Podcasts, Job, California
I’ve been expressing myself more over the past few years. Far, far more than I did in the ten years after leaving high school. I wish I had written more during that time but I was riddled with perfectionism and couldn’t commit very much to paper. It felt like revealing too much of myself. Thankfully, that has changed. In the past I would vacillate from feeling suffocated by the weighty meaning of everything I said and did to feeling empty from the futility of stagnation despite everything I said and did. Now I have landed somewhere more reasonable - I want to change things but I don’t expect that herculean effort today will get me there.
My creative energies were at first channeled into writing stories - I committed fiction and nonfiction to Medium. I wrote on this blog and a few other ones. I journaled a lot as well - almost 500 words every day for the past year. All that has come together to lead me to the next stage - that inevitable creative outlet of early 30s burned out dudes - the podcast.
The first one is about hiring as an engineering manager. It’s a tough market out there and there are a lot of questions to explore. I have been obsessed with engineering hiring since I ran my startup a few years ago. Hiring felt like the hardest part, the most distracting from the everyday operations of running a company. It also seemed like there wasn’t really any scaleable business to be built here. I have a lot of friends who work in the hiring space and the money has been getting absurd. Engineers in India can probably command 2x the salary that they were asking for last year around this time. This is part of a larger trend of prices going up and inflation skyrocketing but there are plenty of podcasts about that.
The second podcast I am making is called Reinventing Hinduism. It was spawned from a conversation I had with my cousin - about the relative unrecognizability of the distinctly North Indian-flavored BJP politics and our identities as South Indian Hindu atheists. I have been loathe to connect with my Hindu identity, partially because it wraps itself into family dynamics and morality very quickly and the knot becomes hard to disentangle. I spent much of my life distancing myself from the problematic portions of Hindu thought - anti-Islamic sentiment being one of them. It’s a verboten topic in American liberal circles because of America’s mostly illogical opposition to Islam. But the story in India and the interaction between Hinduism and Islam is very complicated. It’s less “enemies” and more “best frenemy”. I read a portion of the Quran in 2013 and to say that it was completely unfamiliar to me would be a lie. There are clearly many Islamic elements that have embedded themselves so deeply in Hindu society that we cannot recognize them as foreign. To excise these would be nothing less than self-mutilation. I want to examine all of these because if I, with all of my privilege and discursive abilities, struggle to comprehend the history of my origins, then how about everyone else with less time?

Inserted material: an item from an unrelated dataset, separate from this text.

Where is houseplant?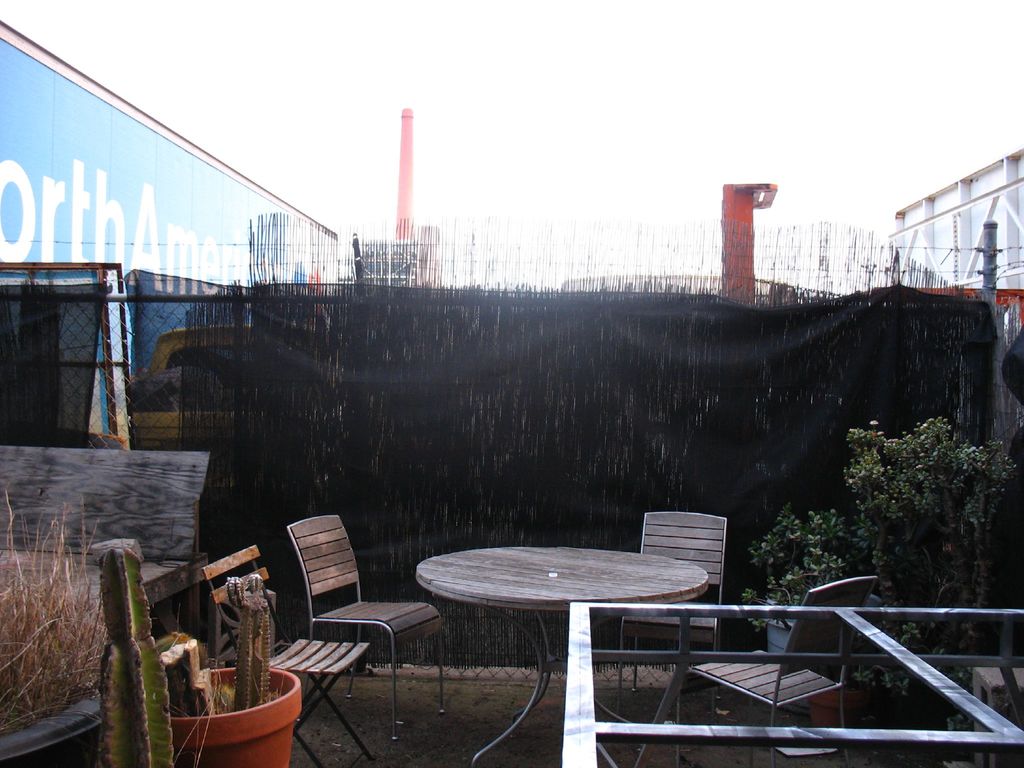
<bbox>732, 504, 877, 666</bbox>.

I’m not done with the podcasts yet either - there’s one more I want to make - about the journey I took to reach the level of expressiveness I have now. I want that one to be much more about my community - the people I have gathered around me intentionally. I haven’t published an episode of it yet but I am excited.

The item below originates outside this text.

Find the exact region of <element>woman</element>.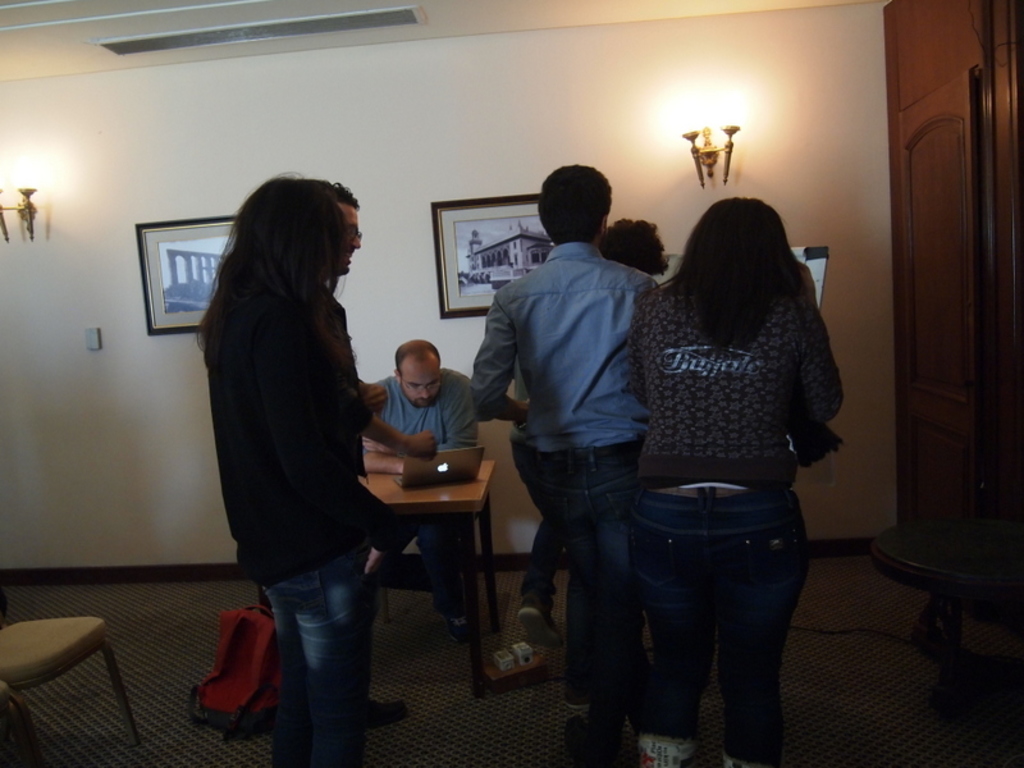
Exact region: BBox(630, 196, 845, 767).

I’m starting a job tomorrow! I am a bit pai seh about talking about it too publicly right now. Suffice it to say - I am really thrilled to do the job itself, to work with the people involved and to build the product that we’re aiming for. That said, fate has an incredible sense of humor.

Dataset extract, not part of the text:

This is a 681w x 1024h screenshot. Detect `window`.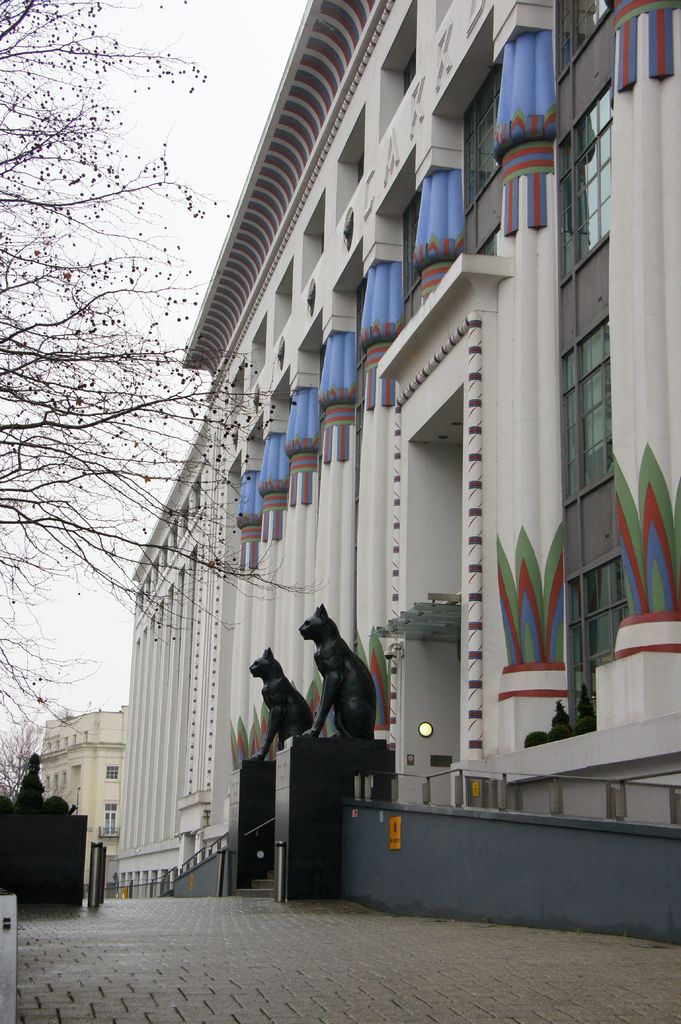
x1=533 y1=86 x2=611 y2=321.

I personally didn’t see myself getting back into a job and I resisted this one for as long as humanly possible. If it doesn’t work out in 6 months, I know that the world is full of opportunity and I can leave whenever I want. I also know that I have far more tools at my disposal to actually enjoy a job than I did 10 years ago. The past 3 years have given me the chance to reconnect with a lot of childhood joys and simple pleasures. My hobbies are numerous, I have strong relationships with family and friends and I have found the confidence to rely on myself.
California has been a big part of this reinvention journey. I didn’t like this place when I was younger - I felt like Californians were out-of-touch dreamers. For most of the time that I would visit here, I felt like I stepped into a space station. World’s elite, far removed from the material concerns of most of humanity. Californians think about very abstract, heady things. America is itself a bubble of prosperity removed from the harsh realities of crop cycles and harsh weather. Being the naval guarantor of the world means that the whole world continues to invest in you. California is the America of America.
Singapore meanwhile is a place filled to the brim with blunt pragmatism. After 5 years of having the idealism osmosed out of me and supplanted with an unshakeable spine of practicality, I think I am ready for California. It doesn’t take a long sojourn here to realize why there is so much blue sky thinking - there is a lot of blue sky. I’ve probably seen more of California in the past few months than I did in the 5 years of visiting this place for work back in the 2010s. I cannot say whether the place has changed, but I know that I have.
I am incredibly excited for my next few years. I have so much to say and so much to explore. I have so many people around me to love and to be loved by! What more could I want?